Friday, July 8, 2011

Parasites make sex worthwhile

8 July 2011 Last updated at 15:05 GMT By Jennifer Carpenter Science reporter, BBC News Bacterial infected round worms (Credit: Morran/Indiana) Making whoopie gives worms an advantage in the face of parasite invasion Sex gives worms the power to fight off parasites, report researchers this week in the journal Science.

Worms forced to reproduce asexually succumbed to a nasty bacterial infection and died.

The researchers say the results are the most convincing evidence to date for a key theory in evolutionary biology.

The theory holds that sex evolved because it lets organisms reshuffle their genes into new combinations to stay a step ahead of parasites.

Sex has long troubled evolutionary biologists.

Reproducing asexually - where organisms clone themselves - makes much more sense; there is no need for an organism to search and seduce a mate, fight off competitors, or risk contracting a sexually transmitted disease.

What is more, given that an organism has survived long enough to reproduce, it is likely to have a first-rate set of genes under its pelt.

Why run the risk of diluting these good genes with potentially poorer ones from another organism?

And yet sex exists; the vast majority of animals and plants reproduce this way.

Fluctuating futures

Parasites, many biologists believe, might be the answer.

Parasites create a situation where, in spite of the disadvantages of sex, it is good for an organism to reshuffle its genome with that of another.

This reshuffling creates offspring with new gene combinations that are potentially better than older combinations at resisting a parasite's advances.

The genetic "arms race" between a parasite and its host is often refered to as an example of Red Queen-style interaction.

A term coined by biologist Leigh Van Valen, who summoned the image of the constantly running Red Queen from Lewis Caroll's Through the Looking-Glass.

The analogy seemed to him fitting for describing how species must continually evolve to keep up with each other.

But despite the theory's popularity, there has been little hard evidence for it.

Out in the field, biologists have noted that organisms are more likely to reproduce sexually when there are more parasites loping around in their vicinity.

What has been missing is a direct manipulation to organisms' sex lives to test if it makes them more or less resistant to parasites.

Direct evidence

Now researchers working at the University of Indiana in the US have used the round worm Caenorhabditis elegans to do just this.

The team engineered two types of worms - some that could only reproduce by having sex, and some that could only clone themselves.

Bacterial cells (Credit: Morran/Indiana) Bacterial cells infect the crushing mouth parts of the worm and kill it

The researchers watched the worms gorge themselves on a lawn of a nasty bacterium, Serratia marcescens, which invades the worms' guts and from there multiplies into every crevice of their body, killing the worms from the inside.

Across five different populations, worms that reproduced sexually faired well over the 20 generations, while all animals that cloned themselves died quickly.

Testing theory

"What is really beautiful about these lab systems is that you can manipulate the system and show that [the theory] can work," said evolutionary biologist Aneil Agrawal from the University of Toronto in Canada.

Dr Agrawal described the experiment as "elegant" because it allowed the researchers to demonstrate that it was not simply the presence of the parasite that spelled the end for the cloners, but the presence of a parasite that had co-evolved alongside the worms.

To do this, the team created two treatments: one used bacteria from an original stock kept in the freezer, and the other used bacteria that had lived alongside the worms for many generations and so had adapted along with them.

Clonally doomed

In essence, "the bacteria got more and more infective, but the [clonal worms] did not get more and more resistant, and that is why they went extinct," explained lead author Levi Morran, an evolutionary biologist from University of Indiana in the US.

"I am really excited about this; I think this is really cool," Dr Agrawal told BBC News.

"Whether this is actually happening in nature is another thing; we can't know that from a lab system," he explained.

But he adds that as a first step it is important to demonstrate that under conditions where you expect sex to alleviate the effects of parasites, it does.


*Brief*. Write out each line of the material exactly as given, and drop the images.
"""
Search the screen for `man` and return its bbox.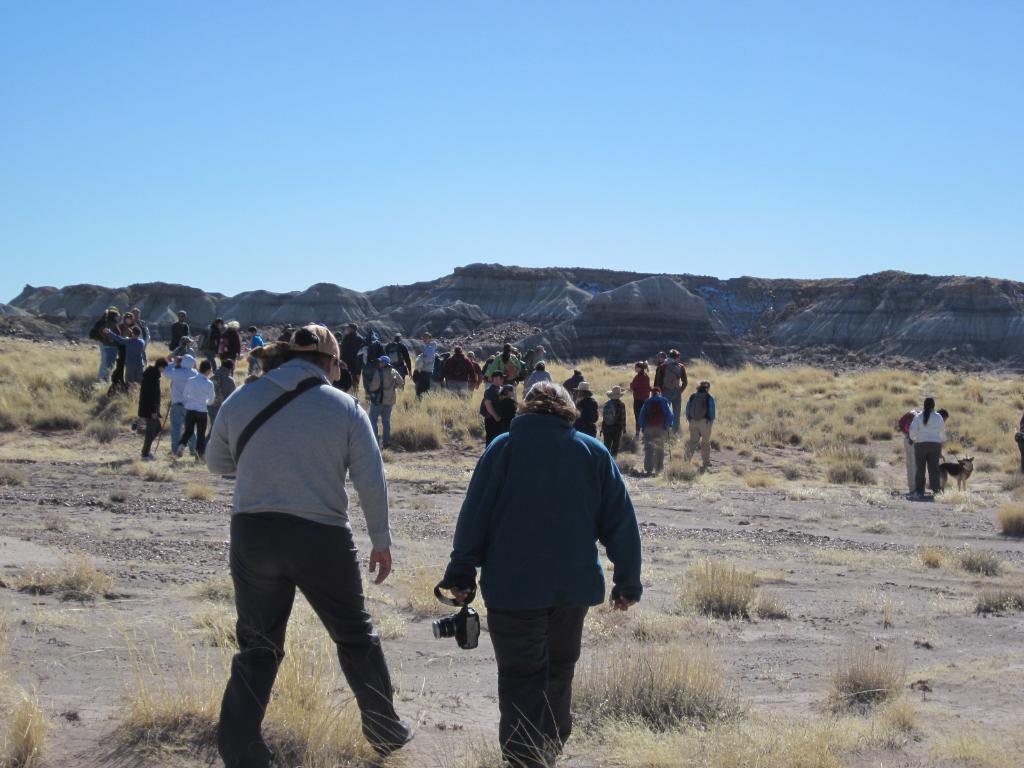
Found: left=903, top=408, right=949, bottom=495.
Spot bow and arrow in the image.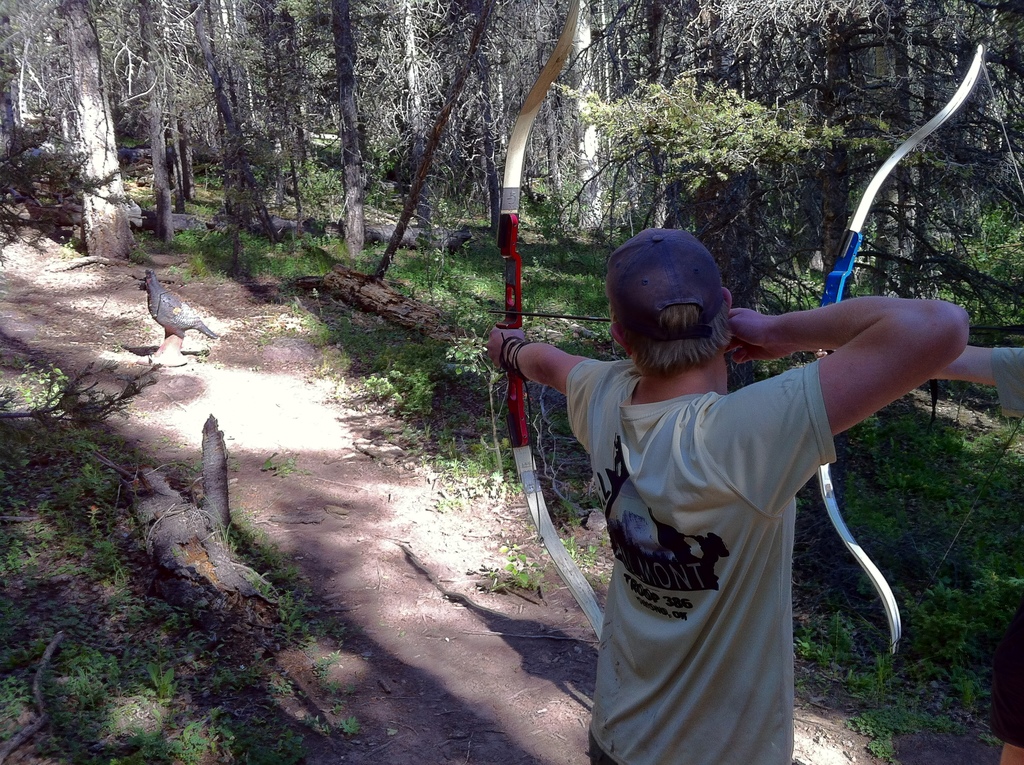
bow and arrow found at box(817, 40, 1023, 659).
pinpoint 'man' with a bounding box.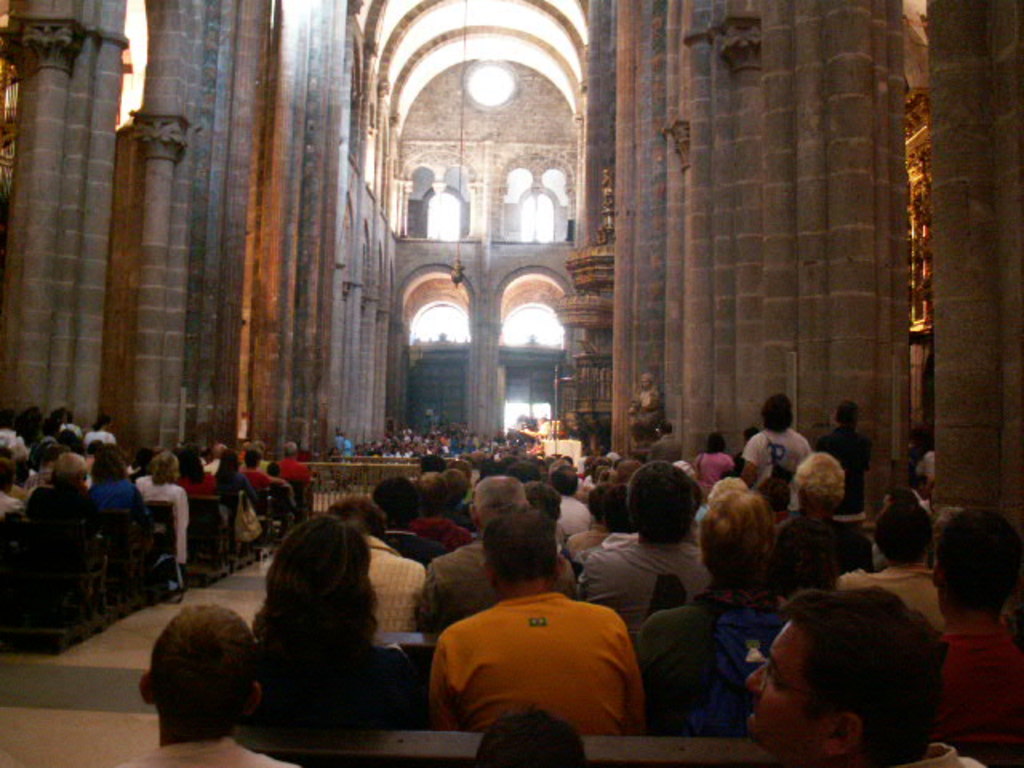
"""
*Solution*.
Search the screen for `man` and return its bbox.
Found: left=903, top=408, right=949, bottom=495.
Spot bow and arrow in the image.
bow and arrow found at box(817, 40, 1023, 659).
pinpoint 'man' with a bounding box.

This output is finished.